A Peace and Justice Studies track within the Civic Studies major provides a special focus within Civic Studies for learning about the causes and effects of violence, and for developing nonviolent strategies for conflict resolution and just social transformation. A minor in Peace and Justice Studies is also available to students who are particularly interested in studying violence and alternatives to it.

In sum, a major in Civic Studies [will] continue from the Tufts Peace and Justice Studies major the following core commitments: a combination of classroom-based and experiential learning; normative analysis and critical scrutiny of claims about justice; an explicit focus on conflict and possibilities for resolving it, and the development of skills useful in nonprofits, governments, community groups, and social movements. We believe the intellectual content of Civic Studies is exciting and the curriculum distinctive, highlighting strengths of Tufts University.

The proposed requirements for the Civic Studies major are 11 courses distributed as follows:

  1. CVS 0010—Introduction to Civic Studies
  2. Thinking about Justice: two courses in political theory, philosophy, or social theory devoted to normative questions about the nature and content of justice. Courses must be selected from an approved list. [Examples are listed in the proposal. E.g., PS 41: Western Political Thought I and II; REL 43: Asian Religions; HIST 129: Black Political Thought in the 20th century]
  3. Social Conflict and Violence: Two courses to enhance an empirical understanding of the historical, political, and social origins of conflict and violence. Courses must be selected from an approved list. [Among others: SOC 94: Sociology of Violence; PS 138-01: Political Violence in State and Society; PSY 136: Stereotypes, Prejudice, and Discrimination]
  4. Civic Action and Social Movements: Two courses dealing with the historical, ethical, and social origins of organized movements for social change. Courses must be selected from an approved list. [Among others: CH 109: Community Action and Social Movements in Public Health; ANTH 0146: Global Feminisms]
  5. Civic Skills: two courses that focus on civic skills or civic practices, e.g., dialogue and deliberation, ethical reasoning, emotional intelligence, conflict-mediation and peacemaking, community-based research, communication and media-making, public art, community organizing, evaluating nonprofits, or financing social enterprises. [Among others: UEP 194: Technology, Media, and the City; ELS 193: Social Entrepreneurship, Policy, and Systems Change; VISC 145/AMER 94, which is a course taught in state prison]
  6. CVS 099: A required internship. This includes a weekly 2.5 hour class with graded assignments and a final project. (3 SHUs)
  7. CVS 190: A capstone seminar taught by a CVS affiliated faculty member.(3 SHUs)

Total: 11 courses

differences in voting by major

My colleague Inger Bergom has a piece in The Conversation with  entitled “Why don’t STEM majors vote as much as others?” They are analyzing data from the two million college students who are included in our National Study of Learning, Voting and Engagement at Tisch College.

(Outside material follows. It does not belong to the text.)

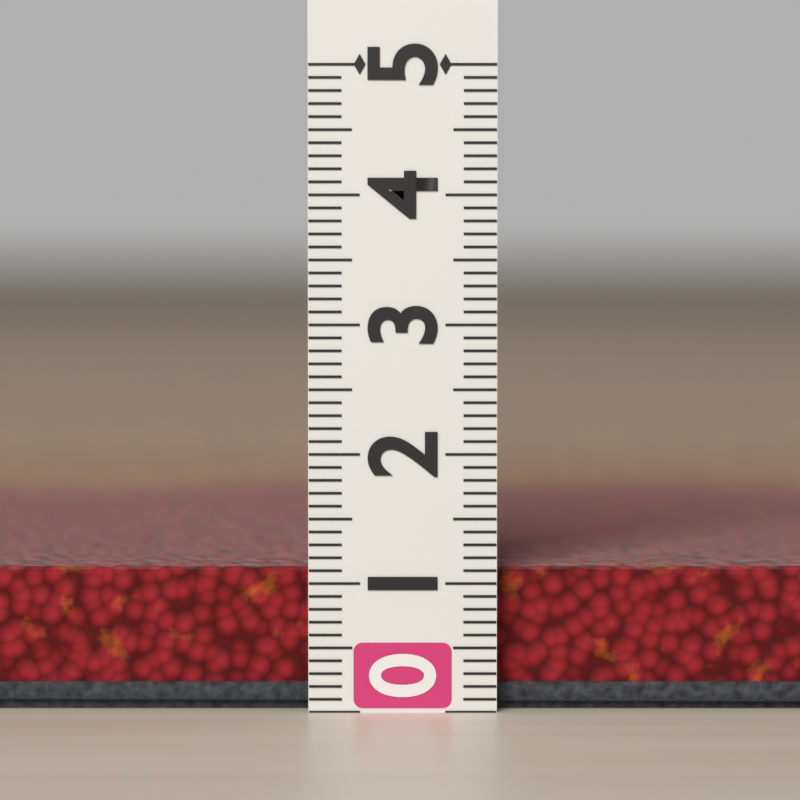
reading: 1.1 (no unit)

The raw correlations between college majors and voting rates are pretty substantial. In 2016, more than half of all education majors voted (53.5%), which was more than 7 points ahead of the rate for business students.

But majors attract different demographic groups. For example, women vote at somewhat higher rates than men. If more education majors were men, the turnout rates in education programs would fall. By the same token, STEM turnout would rise if STEM majors recruited more women. However, education majors would still be ahead.

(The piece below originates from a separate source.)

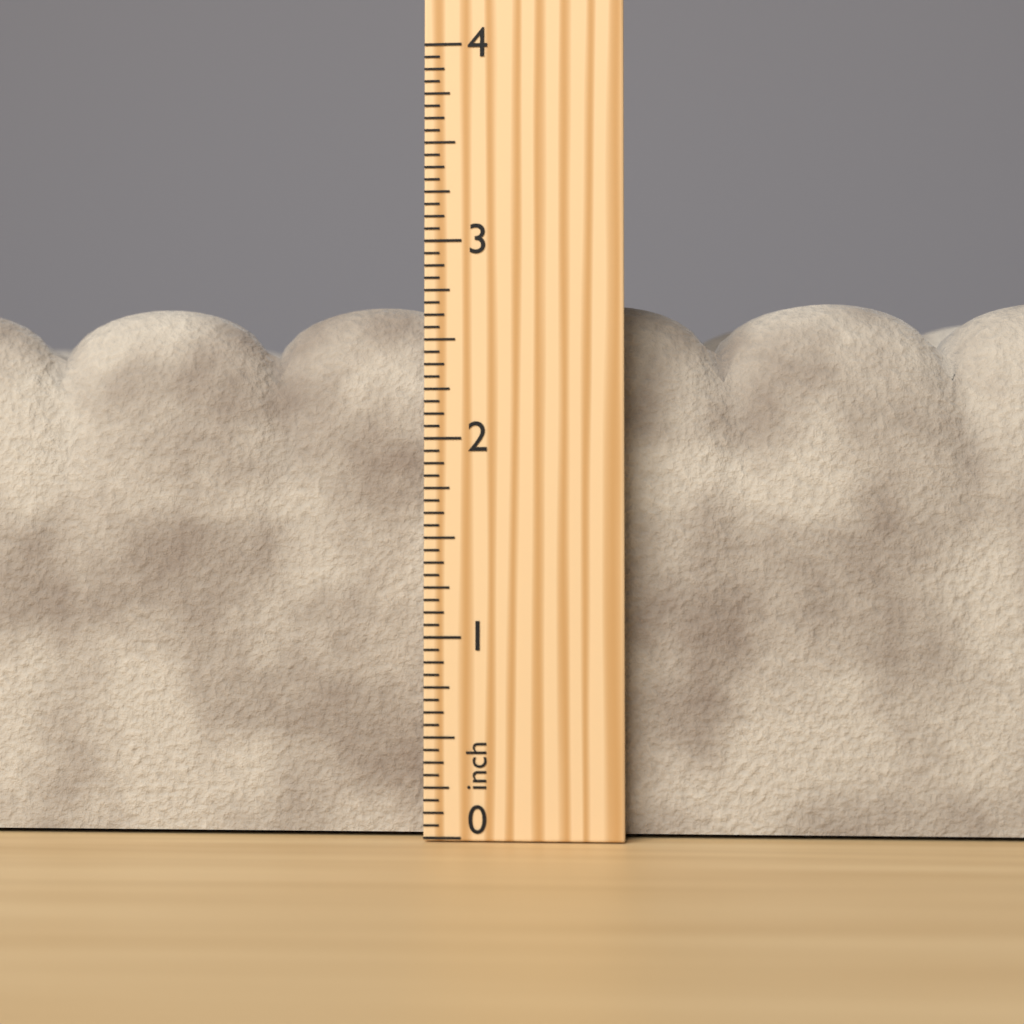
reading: 2.7500 inch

Once you zero in on major, race and gender together, you see some interesting patterns. African American women who major in education voted at a 58% rate in 2016, well over double the rate of Asian-American men who majored in business.

Self-selection must be part of the story: people who are more interested in the kinds of issues that arise in politics may also enroll in majors like education. Still, there is room to improve the civic education that STEM and business majors experience.